The molecules involved in RIG-I signaling in the CS-AKI cell model. a–c. qPCR, and Western blotting analyses the RIG-I expression after NRK-52E cells treatment with 1, 3 or 6 μg/ml Poly I:C for 24 h respectively. Fig. c is the quantification of Fig. b. d. qPCR analyses RIG-I expression activated by different concentrations of ferrous myoglobin. e–f. qPCR analyses cells KIM-1 and NGAL expression after treatment with 200 μmol/L ferrous myoglobin at 6 h and 24 h separately. g-i. qPCR, and Western blotting analyses RIG-I expression. Fig. i is the quantification of Fig. h. j–l. qPCR, and Western blotting analyses IRF3 and p-IRF3 expression. Fig. l is the quantification of Fig. k. m. qPCR analyses IFN-β expression. n. Cell supernatant levels of IFN-β by ELISA. o–q. qPCR, and Western blotting analyses P65 and p-P65 expression. Fig. q is the quantification of Fig. p. r–t. qPCR, and Western blotting analyses caspase-3 and cleaved caspase-3 expression. Fig. t is the quantification of Fig. s. Data are expressed as the mean ± SD. *P < 0.05, **P < 0.01, ***P < 0.001, two-way ANOVA followed by the Bonferroni’s multiple comparisons test or one-way ANOVA followed by the Brown–Forsythe multiple comparisons test, respectively

Then, we investigated the expression of molecules involved in the RIG-I signaling pathway. After treatment with 200 μmol/L ferrous myoglobin for 6 h and 24 h, qPCR and Western blotting revealed that the expression of IRF3 showed no significant difference (Fig. 3j–l). Moreover, the expression of p-IRF3 did not change significantly compared with the sham group (Fig. 3k–l). qPCR results showed that compared with the sham group, the expression of IFN-β (an effector molecule of IRF3) did not change after treatment with ferrous myoglobin (Fig. 3m). ELISA results indicated that IFN-β expression decreased only a little after treatment with ferrous myoglobin at 6 h, but it did not affect IFN-β expression at 24 h (Fig. 3n). These results basically matched the in vivo results.

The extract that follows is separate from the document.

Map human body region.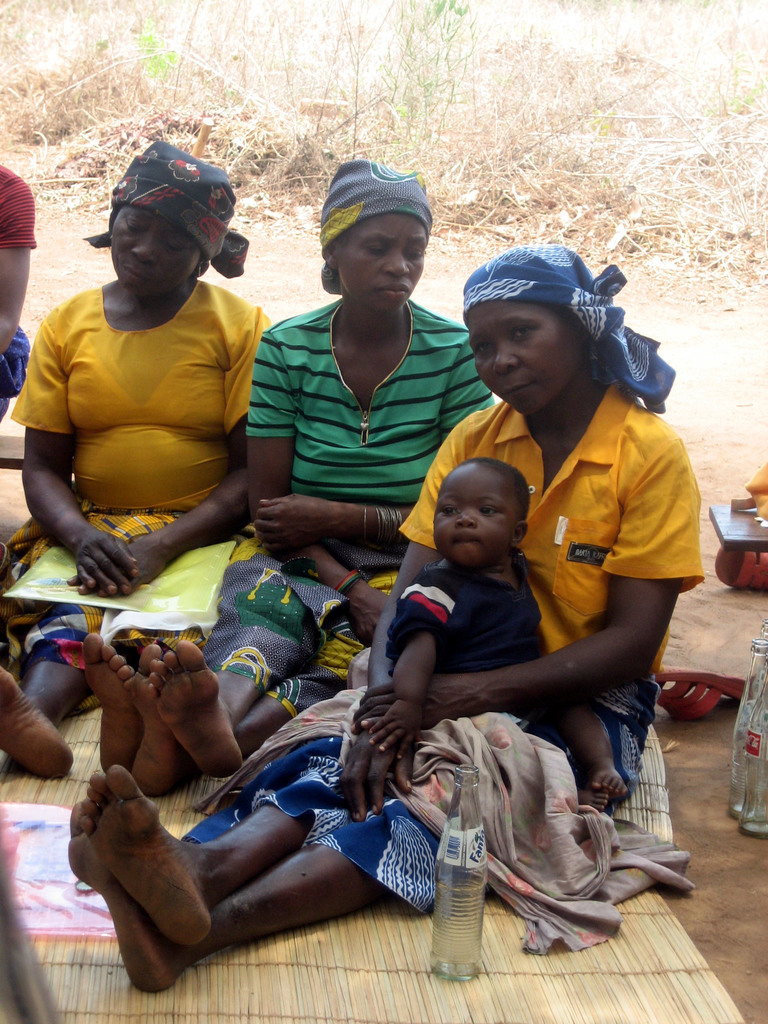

Next, we investigated the expression of molecules involved in the RIG-I/NF-κB/caspase-3 signaling pathway. qPCR results showed that the mRNA levels of NF-κB family member P65 were increased about 1.6-fold (P = 0.0013) at 6 h and 2.0-fold (P < 0.001) at 24 h in the CS group (Fig. 3o). Western blotting showed the protein levels of p65 and p-P65 were also up-regulated after treatment with ferrous myoglobin (P < 0.001) (Fig. 3p and q). The mRNA and protein levels of caspase-3 showed the similar trend (P < 0.01) (Fig. 3r–t). Protein levels of the functional form of cleaved caspase-3 were significantly up-regulated after incubation with 200 μmol/L ferrous myoglobin for 6 h (P = 0.0049) and 24 h (P < 0.001) (Fig. 3s and t). qPCR showed that IL-6 and TNF-α were up-regulated in the CS group (P < 0.05) (Additional Fig. S3b and c). ELISA results indicated that TNF-α expression was increased in the CS group (Additional Fig. S3d). Pro-inflammatory cytokines were involved in this process.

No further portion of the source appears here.